Risk reduction controls

  • Dual approval for payments
  • Verified call-back procedures for bank changes
  • Spending controls and audit trails
  • Background checks for finance roles where appropriate
  • Crime insurance / social engineering extensions (where available)

10) Property and business interruption claims: “We didn’t think this applied to us”

What it looks like

Even software companies can have property exposures:
  • Office fire or flood
  • Theft of laptops and equipment
  • Damage to on-prem servers (if any)
  • Business interruption from physical events (depending on cover)

Typical triggers

  • Underinsurance of equipment
  • Lack of asset registers
  • Poor security in shared offices
  • No continuity plan for workspace loss

Risk reduction controls

  • Asset registers and regular valuation updates
  • Physical security and device encryption
  • Business continuity plan (remote work fallback)
  • Review of BI wording (especially if you rely on a physical location)

What Claims Directors Can Do: A Practical “Reduce Claims” Checklist

If you want a simple, high-impact approach, focus on the controls that reduce the biggest, most expensive claim types:

Contract & delivery controls (PI + contractual disputes)

  • Standardised SoW templates with acceptance criteria
  • Written change control
  • Documented UAT sign-off
  • Contract review guardrails (liability caps, indemnities, SLAs)

Security controls (cyber + GDPR)

  • MFA everywhere, least privilege, and strong logging
  • Tested backups and incident response plan
  • Vendor risk management and dependency scanning
  • Data mapping, DPAs, and retention controls

Governance & people controls (D&O + employment)

  • Documented decisions and board minutes
  • Manager training and consistent HR processes
  • Clear whistleblowing and grievance routes

Insurance: what cover typically responds?
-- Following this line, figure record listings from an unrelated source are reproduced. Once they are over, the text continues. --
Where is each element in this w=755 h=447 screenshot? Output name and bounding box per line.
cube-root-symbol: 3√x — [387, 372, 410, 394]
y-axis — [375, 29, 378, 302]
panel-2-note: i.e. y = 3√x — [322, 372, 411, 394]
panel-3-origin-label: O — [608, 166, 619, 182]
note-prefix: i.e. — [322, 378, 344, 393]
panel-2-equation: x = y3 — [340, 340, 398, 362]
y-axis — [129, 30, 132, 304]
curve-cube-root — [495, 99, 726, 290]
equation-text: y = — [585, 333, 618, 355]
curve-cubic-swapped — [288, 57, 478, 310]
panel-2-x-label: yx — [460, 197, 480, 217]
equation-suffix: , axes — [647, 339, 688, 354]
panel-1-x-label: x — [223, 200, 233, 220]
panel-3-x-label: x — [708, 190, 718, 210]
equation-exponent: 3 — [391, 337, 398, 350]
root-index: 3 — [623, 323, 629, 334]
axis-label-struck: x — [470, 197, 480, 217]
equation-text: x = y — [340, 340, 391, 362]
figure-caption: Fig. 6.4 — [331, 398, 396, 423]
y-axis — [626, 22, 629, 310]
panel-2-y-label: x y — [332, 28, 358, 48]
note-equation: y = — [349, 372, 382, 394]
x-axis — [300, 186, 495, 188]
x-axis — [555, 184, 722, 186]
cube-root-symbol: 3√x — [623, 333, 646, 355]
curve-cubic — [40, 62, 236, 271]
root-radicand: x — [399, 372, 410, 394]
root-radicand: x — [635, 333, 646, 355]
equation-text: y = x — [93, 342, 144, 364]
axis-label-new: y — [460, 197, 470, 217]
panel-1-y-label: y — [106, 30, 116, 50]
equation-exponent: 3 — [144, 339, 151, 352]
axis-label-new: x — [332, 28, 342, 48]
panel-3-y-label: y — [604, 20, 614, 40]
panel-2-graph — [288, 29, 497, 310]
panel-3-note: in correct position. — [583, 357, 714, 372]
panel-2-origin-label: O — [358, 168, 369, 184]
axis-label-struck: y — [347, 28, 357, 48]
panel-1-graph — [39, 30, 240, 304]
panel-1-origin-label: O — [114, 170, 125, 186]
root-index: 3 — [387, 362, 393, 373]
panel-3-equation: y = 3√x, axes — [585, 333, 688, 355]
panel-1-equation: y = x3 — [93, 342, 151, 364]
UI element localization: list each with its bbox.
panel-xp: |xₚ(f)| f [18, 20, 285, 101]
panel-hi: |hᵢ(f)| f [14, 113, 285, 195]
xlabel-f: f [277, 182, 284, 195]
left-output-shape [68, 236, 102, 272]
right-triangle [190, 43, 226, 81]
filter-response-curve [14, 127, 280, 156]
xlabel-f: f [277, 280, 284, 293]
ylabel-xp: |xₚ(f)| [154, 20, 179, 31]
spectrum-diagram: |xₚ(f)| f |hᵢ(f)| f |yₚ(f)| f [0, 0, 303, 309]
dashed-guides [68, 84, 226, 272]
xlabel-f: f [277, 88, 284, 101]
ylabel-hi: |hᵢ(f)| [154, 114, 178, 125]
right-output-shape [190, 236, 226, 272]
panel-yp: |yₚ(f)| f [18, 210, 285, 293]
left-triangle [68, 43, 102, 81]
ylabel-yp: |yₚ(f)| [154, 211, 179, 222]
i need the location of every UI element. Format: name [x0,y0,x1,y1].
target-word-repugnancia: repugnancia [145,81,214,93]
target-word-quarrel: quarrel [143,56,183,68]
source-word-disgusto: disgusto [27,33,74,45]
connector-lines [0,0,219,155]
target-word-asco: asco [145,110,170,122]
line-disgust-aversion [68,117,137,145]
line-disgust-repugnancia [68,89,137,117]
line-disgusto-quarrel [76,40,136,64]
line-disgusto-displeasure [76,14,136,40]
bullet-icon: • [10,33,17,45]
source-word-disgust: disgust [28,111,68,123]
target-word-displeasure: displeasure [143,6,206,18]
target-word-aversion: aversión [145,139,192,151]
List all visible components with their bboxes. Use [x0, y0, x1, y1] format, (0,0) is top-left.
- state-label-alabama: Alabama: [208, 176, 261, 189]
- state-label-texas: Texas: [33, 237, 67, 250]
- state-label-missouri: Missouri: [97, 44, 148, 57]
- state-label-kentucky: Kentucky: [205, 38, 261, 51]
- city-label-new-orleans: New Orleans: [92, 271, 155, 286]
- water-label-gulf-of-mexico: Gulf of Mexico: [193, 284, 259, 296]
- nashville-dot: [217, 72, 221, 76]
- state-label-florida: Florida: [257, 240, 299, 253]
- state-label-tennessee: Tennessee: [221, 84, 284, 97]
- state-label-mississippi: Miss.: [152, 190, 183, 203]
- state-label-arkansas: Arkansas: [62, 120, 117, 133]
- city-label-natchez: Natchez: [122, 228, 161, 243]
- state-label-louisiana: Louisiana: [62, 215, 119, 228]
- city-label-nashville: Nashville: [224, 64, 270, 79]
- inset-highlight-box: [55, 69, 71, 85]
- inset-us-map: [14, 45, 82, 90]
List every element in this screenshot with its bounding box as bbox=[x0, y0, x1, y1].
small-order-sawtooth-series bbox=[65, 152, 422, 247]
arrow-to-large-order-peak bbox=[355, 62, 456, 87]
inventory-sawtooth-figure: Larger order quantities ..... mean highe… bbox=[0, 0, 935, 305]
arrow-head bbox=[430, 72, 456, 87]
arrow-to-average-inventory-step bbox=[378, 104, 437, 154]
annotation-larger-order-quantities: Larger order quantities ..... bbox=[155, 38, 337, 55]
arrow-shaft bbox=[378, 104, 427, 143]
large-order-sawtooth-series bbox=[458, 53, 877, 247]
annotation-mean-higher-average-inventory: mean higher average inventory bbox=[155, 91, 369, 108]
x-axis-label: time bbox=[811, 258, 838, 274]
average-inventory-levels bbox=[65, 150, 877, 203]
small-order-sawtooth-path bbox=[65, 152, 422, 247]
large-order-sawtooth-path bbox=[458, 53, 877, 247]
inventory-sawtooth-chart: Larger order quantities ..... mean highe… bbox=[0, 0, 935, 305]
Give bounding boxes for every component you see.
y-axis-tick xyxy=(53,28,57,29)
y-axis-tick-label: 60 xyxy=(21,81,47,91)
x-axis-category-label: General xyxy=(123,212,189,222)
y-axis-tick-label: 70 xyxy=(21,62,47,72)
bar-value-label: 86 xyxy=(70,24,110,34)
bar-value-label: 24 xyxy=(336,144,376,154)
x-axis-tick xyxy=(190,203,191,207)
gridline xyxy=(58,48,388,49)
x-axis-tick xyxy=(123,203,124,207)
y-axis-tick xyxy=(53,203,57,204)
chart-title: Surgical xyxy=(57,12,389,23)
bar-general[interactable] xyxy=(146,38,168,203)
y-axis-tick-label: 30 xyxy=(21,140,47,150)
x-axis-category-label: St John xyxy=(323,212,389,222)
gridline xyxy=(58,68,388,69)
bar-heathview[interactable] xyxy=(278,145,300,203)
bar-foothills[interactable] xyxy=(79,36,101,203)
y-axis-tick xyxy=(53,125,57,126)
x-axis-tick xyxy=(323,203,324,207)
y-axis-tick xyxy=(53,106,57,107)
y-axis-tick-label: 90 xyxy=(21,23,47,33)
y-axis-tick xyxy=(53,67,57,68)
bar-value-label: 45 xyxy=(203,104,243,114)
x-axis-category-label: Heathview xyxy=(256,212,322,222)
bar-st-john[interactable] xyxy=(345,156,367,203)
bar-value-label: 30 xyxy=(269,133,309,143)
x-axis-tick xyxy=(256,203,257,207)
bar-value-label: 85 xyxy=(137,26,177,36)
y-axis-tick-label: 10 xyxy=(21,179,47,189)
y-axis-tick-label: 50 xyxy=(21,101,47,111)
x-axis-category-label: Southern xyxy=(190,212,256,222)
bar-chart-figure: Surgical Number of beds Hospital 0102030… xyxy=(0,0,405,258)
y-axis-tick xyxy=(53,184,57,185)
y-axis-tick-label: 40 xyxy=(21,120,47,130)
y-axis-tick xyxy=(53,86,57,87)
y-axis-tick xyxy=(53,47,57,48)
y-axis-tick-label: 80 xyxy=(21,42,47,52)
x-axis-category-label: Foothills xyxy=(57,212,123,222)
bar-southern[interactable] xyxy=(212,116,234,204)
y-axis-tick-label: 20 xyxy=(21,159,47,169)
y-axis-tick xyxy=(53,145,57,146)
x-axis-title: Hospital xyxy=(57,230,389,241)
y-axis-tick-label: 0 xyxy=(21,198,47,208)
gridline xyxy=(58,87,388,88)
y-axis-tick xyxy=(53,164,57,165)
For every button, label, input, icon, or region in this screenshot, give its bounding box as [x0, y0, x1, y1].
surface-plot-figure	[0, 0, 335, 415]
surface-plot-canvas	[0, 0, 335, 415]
While every policy is different, software companies often rely on:
  • Professional Indemnity Insurance (errors, omissions, negligence, failure to perform professional services)
  • Cyber Insurance (incident response, data breach, ransomware, BI, third-party liability)
  • Management Liability / D&O (director claims, governance, employment practices)
  • Employers’ Liability (legal requirement in most UK cases)
  • Public Liability (less common for pure software, but still relevant)
  • Office/contents cover (equipment and property)
The key is making sure your contracts and your insurance align. If your contract says you’ll cover unlimited losses, but your policy has a £1m limit and exclusions, you’ve got a gap — and gaps are where claims become business-threatening.

Final thoughts

Software companies face a unique claims landscape: fewer “physical” incidents, but higher-value disputes around performance, data, and trust. The best Claims Directors treat claims prevention as a joint effort between legal, security, engineering, HR, and commercial teams — because most claims start as a process failure long before they become a legal demand.